Review: When Life Was Like A Cucumber

Author: Greg Wyss
Publisher: Page Publishing Inc.
ISBN: 978-1-644462
The story unfolds when, in 1971, Jeffrey Hesse, a recent graduate from Northeastern University, moves with his wife Jane to a one-bedroom small wood-farm house a few miles south of Oneonta, New York at the western edge of the Catskills. Luckily, Jeffrey and Jane find some low-paying jobs, enabling them to survive with the bare necessities.
Regrettably, the farmhouse burns down, and the couple loses everything except their car, the clothes on their backs, and Jeffrey’s record albums. Their two dogs also perish in the fire.
Both knew at this point in their lives that their marriage was over, which was no surprise, as it was gradually coming apart before the fire.
Jane leaves Jeffrey, and he moves to Oneonta, where he finds a place to live in exchange for helping with whatever needs to be done around the property. This doesn’t last long, and a restless Jeffrey understands that he is becoming disillusioned with life and has no ambition to join the establishment or make use of his college degree. He is also not interested in the explosive political environment under the Nixon administration and the anti-Vietnam protests.
Jeffrey drifts from one work gig to another. He even writes for a magazine called Seeds, where he meets some wild “dudes,” and to say there is plenty of partying, drugs and erotic sex would be an understatement.
One summer, Jeffrey runs into a sexy nineteen-year-old Isadora Duncan, whom he falls madly in love. He realizes, however, that Isadora was only interested in having a summer fling with him. Ultimately, she hooks up with another lover.
At this turning point in his life and perhaps influenced by Isadora’s dream in her own need to travel the world, Jeffrey is determined to travel the globe, meet interesting people and nourish his soul with wild and exotic experiences. It would be truly a rollicking voyage! There was only one minor problem. He did not have a plan, and he is broke. Jeffrey, however, was born with creative survival instincts. And he sure would not let money stand in the way of exploring the world.

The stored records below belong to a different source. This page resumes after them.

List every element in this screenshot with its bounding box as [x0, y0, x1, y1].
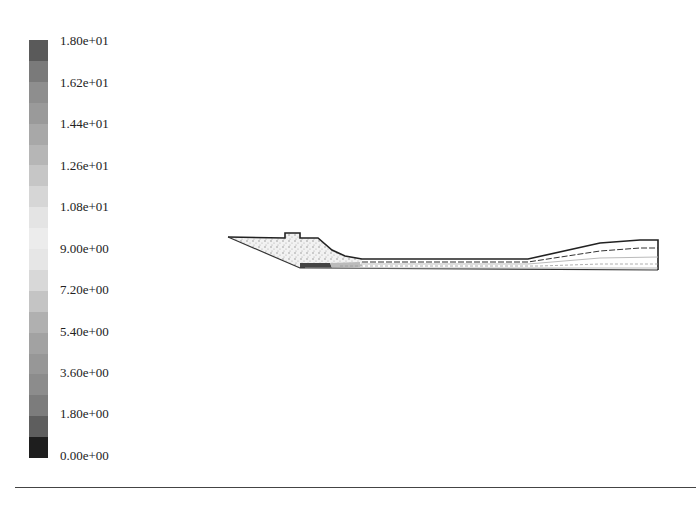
divider-line — [15, 487, 696, 488]
contour-line-1 — [362, 248, 658, 262]
contour-line-2 — [362, 257, 658, 264]
contour-plot — [0, 0, 696, 506]
core-region — [300, 263, 332, 268]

The beginning of Jeffrey’s gallivanting escapades begins on the Gulf Coast of Florida, where he finds low-paying jobs on construction sites. He had traveled to the Sunshine State with his friend Ozzie, and they find accommodations at Jeffrey’s parents’ motel, which his folks purchased a few years ago upon retirement. Arriving at the motel, Jeffrey and Ozzie meet Jeffrey’s brother Bernie. Bernie's parents left him in charge of the place while they were visiting the east coast of Florida. After several weeks lying on the beaches of Florida enjoying a carefree, decadent lifestyle with no responsibilities, Jeffrey realizes that Florida is not for him.
It was time to break away from his native USA and follow others to Europe, where dropping out was “cool” and ideologically correct. He did not need much money, and he could depend on like-minded people he meets along the way for camaraderie, friendship, and social interaction. Life takes on a whole additional dimension, and Jeffrey’s world turns upside down, testing his limits as he travels through some Greek Islands, the Swiss Alps, Amsterdam, Italy, and wherever his legs would lead him. It turns out to be quite a sensual, soulful, and introspective self-discovery journey through these spontaneous travels.
In this part memoir, part travelogue and part erotica novel, Wyss crafts his story with an abundance of titillating graphic detail. I can't believe that When Life Was Like A Cucumber is a work of fiction. It felt like I was listening in envy to my best friend over a glass of wine as he vividly narrates his exotic escapades living a carefree existence abroad during the early 1970s. Incidentally, as I never heard the expression “life is like a cucumber,” I was curious to find out what it meant. Apparently, it is derived from a vulgar Egyptian Arabic proverb. When I asked my wife, who was born in Egypt and speaks Arabic, had she ever heard the expression, she was at a loss. Perhaps vulgarity was not part of her household.
After I Googled the expression, it informed me that its literal translation from Arabic is: “The world is like a cucumber. One day in your hand, and one day in your ass!” In Greek it has been translated as “one person eats it and is refreshed, and another person eats it and struggles.” Wyss sums up his ambitious novel with: “The Greeks were right. Life was like a cucumber.”